When I was in 7th grade, I got my first job as a babysitter. Yes, I was 12. I was also an awful babysitter. The family had Nintendo and all I wanted to do was master Super Mario Brothers. The children? I can’t even remember their names, but there were two of them I recall and they spent most of their time playing in the back yard or up in their rooms. I didn’t feed them, I didn’t really even talk to them, but still, I was “there” right?
I don’t know what that mom was thinking, believing a 12-year-old girl could provide adequate care for her children while she went off to work. I couldn’t drive, I had very little experience with children outside my own niece (who was a baby at the time and never in my care) and I certainly would be utterly useless if there was an emergency of any kind. Still, I was their sitter…which I suppose is one step better than leaving them home alone.
As some of you know, I’m pretty overprotective of my child. We rarely used babysitters, unless we were attending a Mindful Parenting Class, and even when we did sneak out for a late night happy hour once in a blue moon, my husband would be a nervous wreck pondering the eternal damage that we’d be inflicting if our son woke up and Grandma was there instead of Daddy. Hell, I hesitate to shower upstairs if the kiddo is downstairs watching a movie…and I have a pang of anxiety when I leave him to go fetch the mail or the trash cans from the top of the driveway.
So, for me, knowing what babysitters CAN be and knowing that even with the best of sitters are never going to meet my expectations, I’d rather lick a monkey than leave my child home alone. Sure, I have friends that leave their kids home alone…one leaves her napping toddler to walk the block to preschool to pick up her oldest and another, desperate for her child to get a nap, drives her kid around and then parks the car in the garage with a baby monitor and goes about her business inside her home. Still another arms her junior high child with a cell phone and the reassurances that both neighbors are home and goes out to eat with other couples.
The laws are fuzzy, for sure, and I know kids who can and cannot be left alone in a car, in a home or in charge or other kids. But here’s the rub… Here…and I mean here in Seattle, I wouldn’t dream of letting my child go free-range. People, and I mean Seattleites, don’t give two craps rubbed together about your child. Remember the stories from the first few days of school this year with a couple of preschoolers being let off the bus at the wrong location and walking down a busy street? Nobody stopped. My son ran off at Target the other day, nobody helped. We suck. We don’t take care of each other and we are certainly not mindful of each other’s children.
Our village is exclusive and closed. Is it our fear of stepping in or are we just so focused on our own lives that we just don’t care? I swear I seem to be in the 1% that looks out for our children in public. I hold the door open for Moms with strollers. I stand by cars that have infants inside (I set a 2 minute timer before dialing 911) hoping beyond hope that the moms are just dropping off a movie at Red Box. I pay attention. Do you? Would you even know if a child was home alone in your neighborhood, on your block or right next door?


● WORK REQUIRED: If a line in the records below holds the string "Report", count it, and state only the final count.

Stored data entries
►
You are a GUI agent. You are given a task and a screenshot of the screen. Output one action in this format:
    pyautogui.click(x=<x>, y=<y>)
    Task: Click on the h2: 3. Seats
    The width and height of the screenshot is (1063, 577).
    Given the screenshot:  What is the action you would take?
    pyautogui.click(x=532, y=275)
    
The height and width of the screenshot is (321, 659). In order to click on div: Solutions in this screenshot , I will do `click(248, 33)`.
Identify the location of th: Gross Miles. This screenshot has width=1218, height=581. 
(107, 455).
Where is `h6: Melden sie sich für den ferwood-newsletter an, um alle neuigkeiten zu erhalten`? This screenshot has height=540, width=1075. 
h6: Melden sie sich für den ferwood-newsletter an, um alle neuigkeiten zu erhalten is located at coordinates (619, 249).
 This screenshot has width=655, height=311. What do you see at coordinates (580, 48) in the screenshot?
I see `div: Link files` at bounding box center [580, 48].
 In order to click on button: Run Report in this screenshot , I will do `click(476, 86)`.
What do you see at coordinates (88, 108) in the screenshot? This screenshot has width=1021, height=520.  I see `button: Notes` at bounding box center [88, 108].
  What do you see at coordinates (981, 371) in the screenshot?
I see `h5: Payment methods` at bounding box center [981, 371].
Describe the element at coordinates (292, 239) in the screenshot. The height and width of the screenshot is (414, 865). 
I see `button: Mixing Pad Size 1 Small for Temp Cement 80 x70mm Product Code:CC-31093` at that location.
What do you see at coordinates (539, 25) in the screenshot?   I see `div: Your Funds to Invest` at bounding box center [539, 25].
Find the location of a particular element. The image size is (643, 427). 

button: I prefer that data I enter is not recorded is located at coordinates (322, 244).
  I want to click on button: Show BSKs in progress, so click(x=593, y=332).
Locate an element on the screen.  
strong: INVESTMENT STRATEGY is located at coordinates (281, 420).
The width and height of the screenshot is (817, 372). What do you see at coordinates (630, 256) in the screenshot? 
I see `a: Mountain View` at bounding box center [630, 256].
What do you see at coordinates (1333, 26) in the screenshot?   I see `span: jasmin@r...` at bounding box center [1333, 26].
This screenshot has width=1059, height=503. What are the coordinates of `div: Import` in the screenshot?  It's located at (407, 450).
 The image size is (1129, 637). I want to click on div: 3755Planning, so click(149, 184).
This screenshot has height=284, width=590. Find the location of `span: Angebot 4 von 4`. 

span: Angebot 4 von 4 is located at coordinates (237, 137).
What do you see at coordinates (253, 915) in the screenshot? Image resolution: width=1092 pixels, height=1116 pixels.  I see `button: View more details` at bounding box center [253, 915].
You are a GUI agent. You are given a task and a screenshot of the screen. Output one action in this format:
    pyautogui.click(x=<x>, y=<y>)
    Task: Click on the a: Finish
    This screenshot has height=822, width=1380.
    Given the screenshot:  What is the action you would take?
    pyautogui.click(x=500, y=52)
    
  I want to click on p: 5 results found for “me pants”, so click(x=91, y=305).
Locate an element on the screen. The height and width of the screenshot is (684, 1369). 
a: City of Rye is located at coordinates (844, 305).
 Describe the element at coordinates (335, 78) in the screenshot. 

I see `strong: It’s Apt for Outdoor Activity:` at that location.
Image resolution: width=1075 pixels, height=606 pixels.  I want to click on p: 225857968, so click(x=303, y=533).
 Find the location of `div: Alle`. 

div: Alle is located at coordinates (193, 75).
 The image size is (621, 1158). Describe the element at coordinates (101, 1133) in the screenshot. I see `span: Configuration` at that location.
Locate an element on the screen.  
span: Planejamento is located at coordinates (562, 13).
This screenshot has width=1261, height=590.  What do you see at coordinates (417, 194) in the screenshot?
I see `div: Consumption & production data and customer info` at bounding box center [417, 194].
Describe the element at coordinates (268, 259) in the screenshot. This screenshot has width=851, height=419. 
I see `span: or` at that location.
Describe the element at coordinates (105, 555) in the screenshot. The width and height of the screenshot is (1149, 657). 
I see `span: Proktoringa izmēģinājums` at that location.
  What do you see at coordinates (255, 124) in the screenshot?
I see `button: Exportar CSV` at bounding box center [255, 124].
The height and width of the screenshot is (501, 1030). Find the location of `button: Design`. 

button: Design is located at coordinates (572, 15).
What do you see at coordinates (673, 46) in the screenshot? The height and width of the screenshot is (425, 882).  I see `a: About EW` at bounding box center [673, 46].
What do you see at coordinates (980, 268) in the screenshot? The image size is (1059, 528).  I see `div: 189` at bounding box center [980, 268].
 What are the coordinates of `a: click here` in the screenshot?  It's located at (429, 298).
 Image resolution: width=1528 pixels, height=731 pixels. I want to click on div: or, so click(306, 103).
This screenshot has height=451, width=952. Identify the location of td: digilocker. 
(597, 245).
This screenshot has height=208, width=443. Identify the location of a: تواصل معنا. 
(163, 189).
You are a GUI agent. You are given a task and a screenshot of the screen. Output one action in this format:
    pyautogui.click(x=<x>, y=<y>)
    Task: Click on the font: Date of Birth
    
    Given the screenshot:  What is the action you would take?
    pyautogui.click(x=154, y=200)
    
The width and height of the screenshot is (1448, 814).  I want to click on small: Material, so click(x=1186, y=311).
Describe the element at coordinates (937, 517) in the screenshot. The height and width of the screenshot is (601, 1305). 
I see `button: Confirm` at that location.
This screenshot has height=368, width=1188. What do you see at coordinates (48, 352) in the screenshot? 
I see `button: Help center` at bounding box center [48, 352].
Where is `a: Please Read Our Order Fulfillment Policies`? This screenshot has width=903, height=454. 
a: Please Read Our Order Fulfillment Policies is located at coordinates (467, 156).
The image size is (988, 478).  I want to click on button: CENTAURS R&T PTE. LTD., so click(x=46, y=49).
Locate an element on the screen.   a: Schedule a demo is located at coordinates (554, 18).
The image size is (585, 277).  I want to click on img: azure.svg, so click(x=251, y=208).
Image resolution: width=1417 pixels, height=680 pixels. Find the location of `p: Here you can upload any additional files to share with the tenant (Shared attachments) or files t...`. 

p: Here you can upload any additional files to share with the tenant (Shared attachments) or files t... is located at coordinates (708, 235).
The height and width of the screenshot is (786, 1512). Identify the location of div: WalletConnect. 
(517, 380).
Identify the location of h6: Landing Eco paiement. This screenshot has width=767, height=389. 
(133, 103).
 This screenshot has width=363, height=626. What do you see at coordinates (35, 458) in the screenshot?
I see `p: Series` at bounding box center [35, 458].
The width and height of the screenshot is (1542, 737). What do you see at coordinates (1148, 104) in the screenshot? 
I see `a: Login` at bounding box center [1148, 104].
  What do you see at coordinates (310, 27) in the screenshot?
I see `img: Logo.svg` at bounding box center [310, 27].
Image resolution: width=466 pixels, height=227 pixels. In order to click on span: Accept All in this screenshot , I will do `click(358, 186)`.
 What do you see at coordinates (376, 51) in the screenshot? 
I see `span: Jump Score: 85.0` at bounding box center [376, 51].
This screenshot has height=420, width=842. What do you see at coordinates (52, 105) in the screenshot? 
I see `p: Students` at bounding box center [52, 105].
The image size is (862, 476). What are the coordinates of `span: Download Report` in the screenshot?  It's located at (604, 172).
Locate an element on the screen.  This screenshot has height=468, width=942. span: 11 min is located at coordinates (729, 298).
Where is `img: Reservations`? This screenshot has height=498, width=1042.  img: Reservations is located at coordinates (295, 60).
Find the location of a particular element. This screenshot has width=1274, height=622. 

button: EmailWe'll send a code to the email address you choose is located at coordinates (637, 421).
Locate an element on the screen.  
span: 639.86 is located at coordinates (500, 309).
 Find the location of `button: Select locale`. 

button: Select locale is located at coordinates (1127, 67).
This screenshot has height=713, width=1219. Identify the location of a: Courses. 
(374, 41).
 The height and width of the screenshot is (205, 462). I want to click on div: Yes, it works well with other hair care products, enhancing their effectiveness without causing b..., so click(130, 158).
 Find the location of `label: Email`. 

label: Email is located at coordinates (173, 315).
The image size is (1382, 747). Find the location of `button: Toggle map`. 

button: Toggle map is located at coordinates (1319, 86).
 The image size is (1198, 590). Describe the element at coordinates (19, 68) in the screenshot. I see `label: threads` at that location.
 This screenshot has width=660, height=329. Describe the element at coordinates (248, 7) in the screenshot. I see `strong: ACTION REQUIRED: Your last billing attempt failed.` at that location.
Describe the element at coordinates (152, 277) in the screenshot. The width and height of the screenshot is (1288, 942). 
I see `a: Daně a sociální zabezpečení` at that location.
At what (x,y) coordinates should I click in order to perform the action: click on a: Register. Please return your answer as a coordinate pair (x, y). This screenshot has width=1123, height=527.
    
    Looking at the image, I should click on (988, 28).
◄
● RESPONSE TO THE EXERCISE: 2